#### Work to be completed:
The records below are to be reproduced exactly, and no picture should appear in the copy.

··········

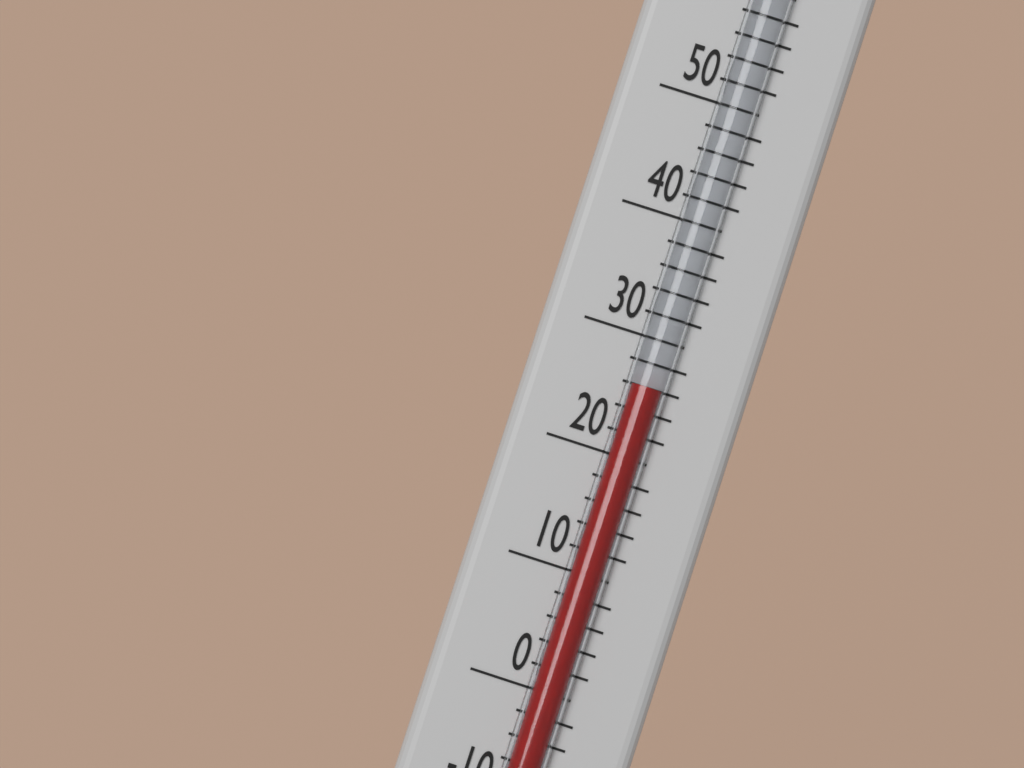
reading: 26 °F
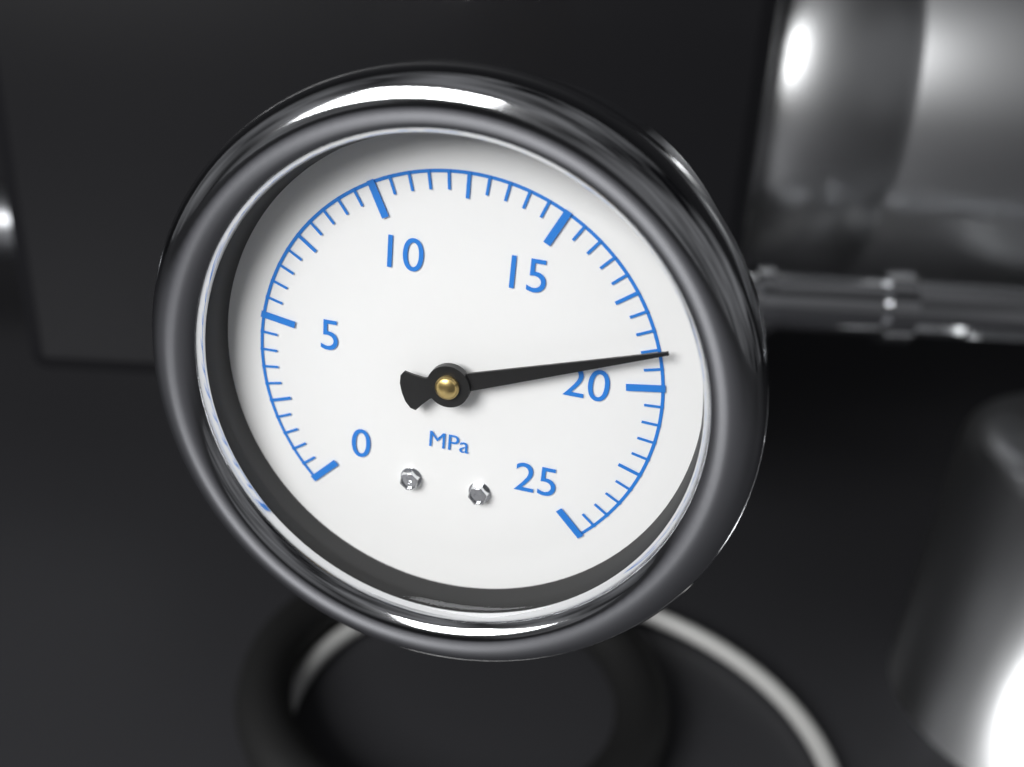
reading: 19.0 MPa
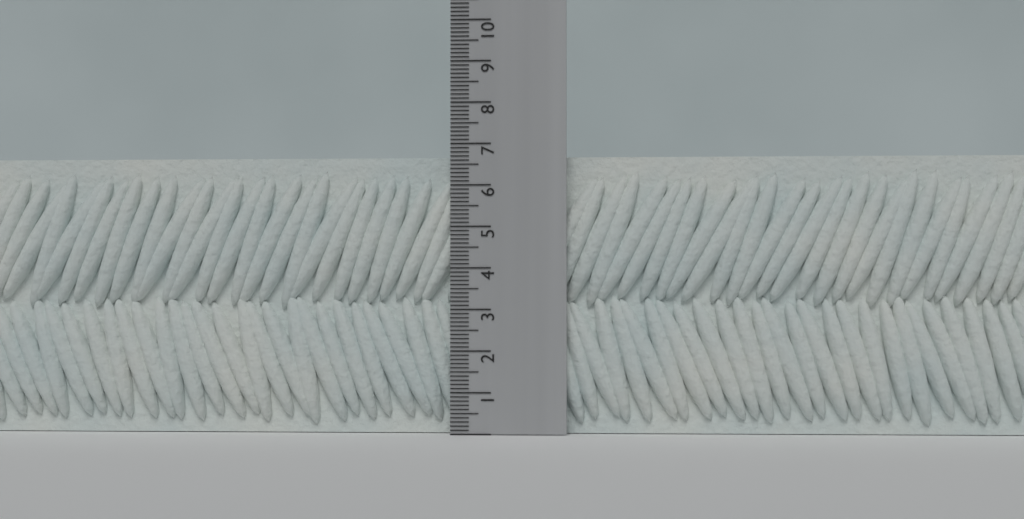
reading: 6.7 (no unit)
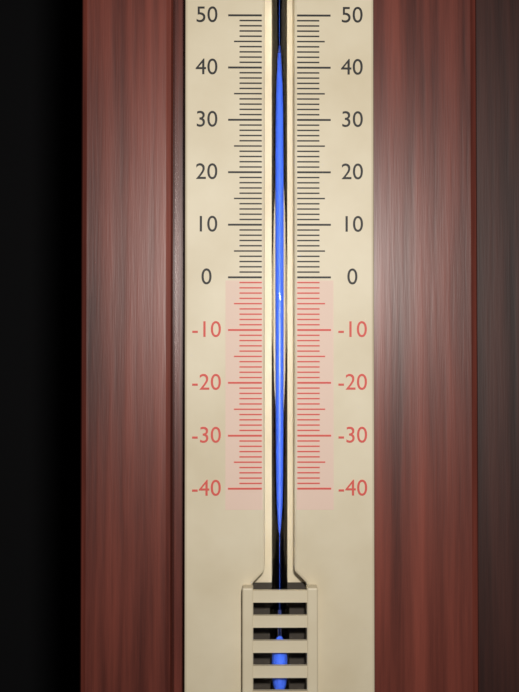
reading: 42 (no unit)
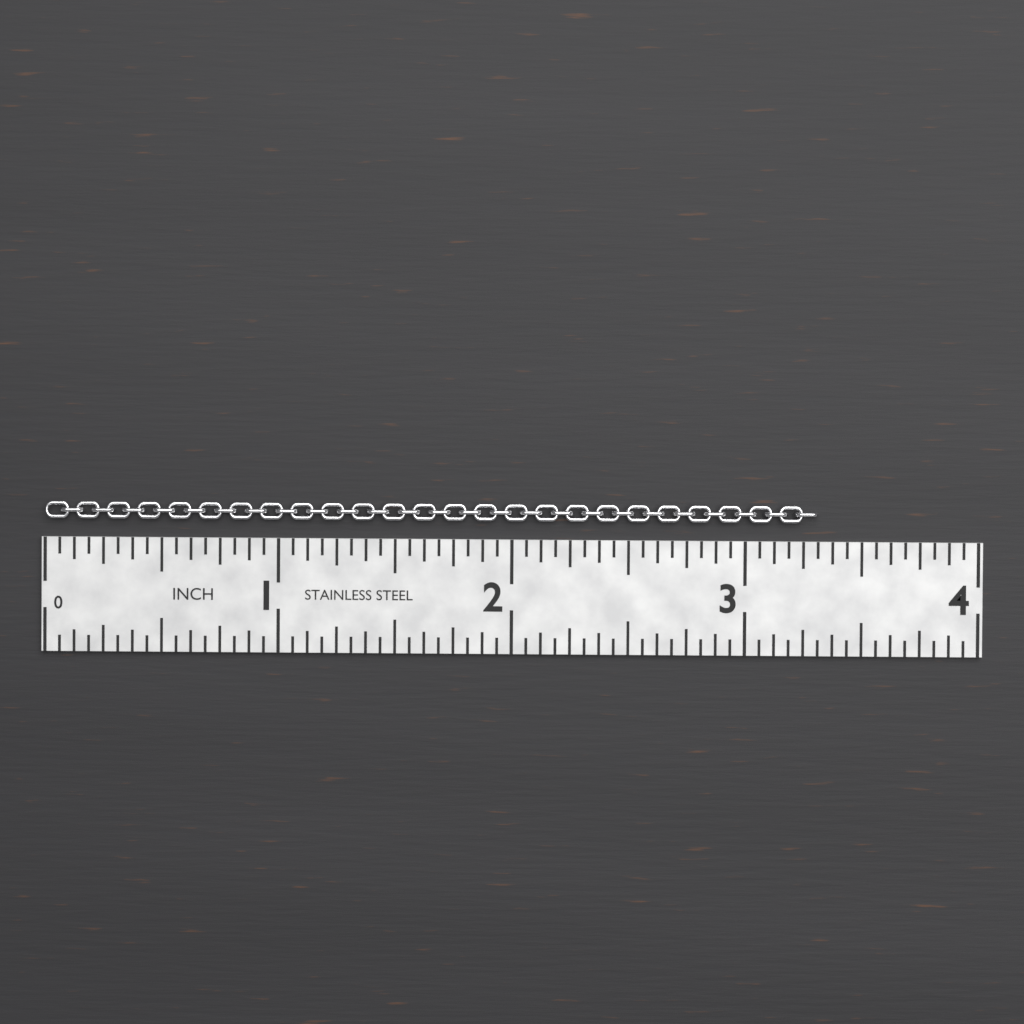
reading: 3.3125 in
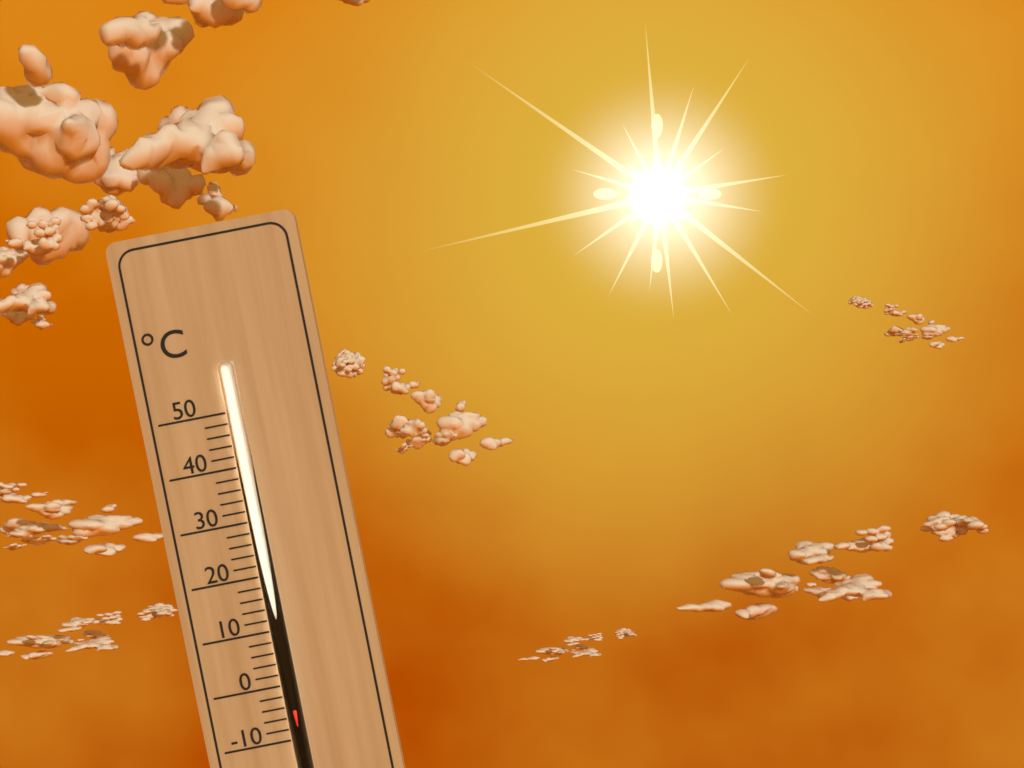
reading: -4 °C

··········

#### The answer:
reading: 26 °F
reading: 19.0 MPa
reading: 6.7 (no unit)
reading: 42 (no unit)
reading: 3.3125 in
reading: -4 °C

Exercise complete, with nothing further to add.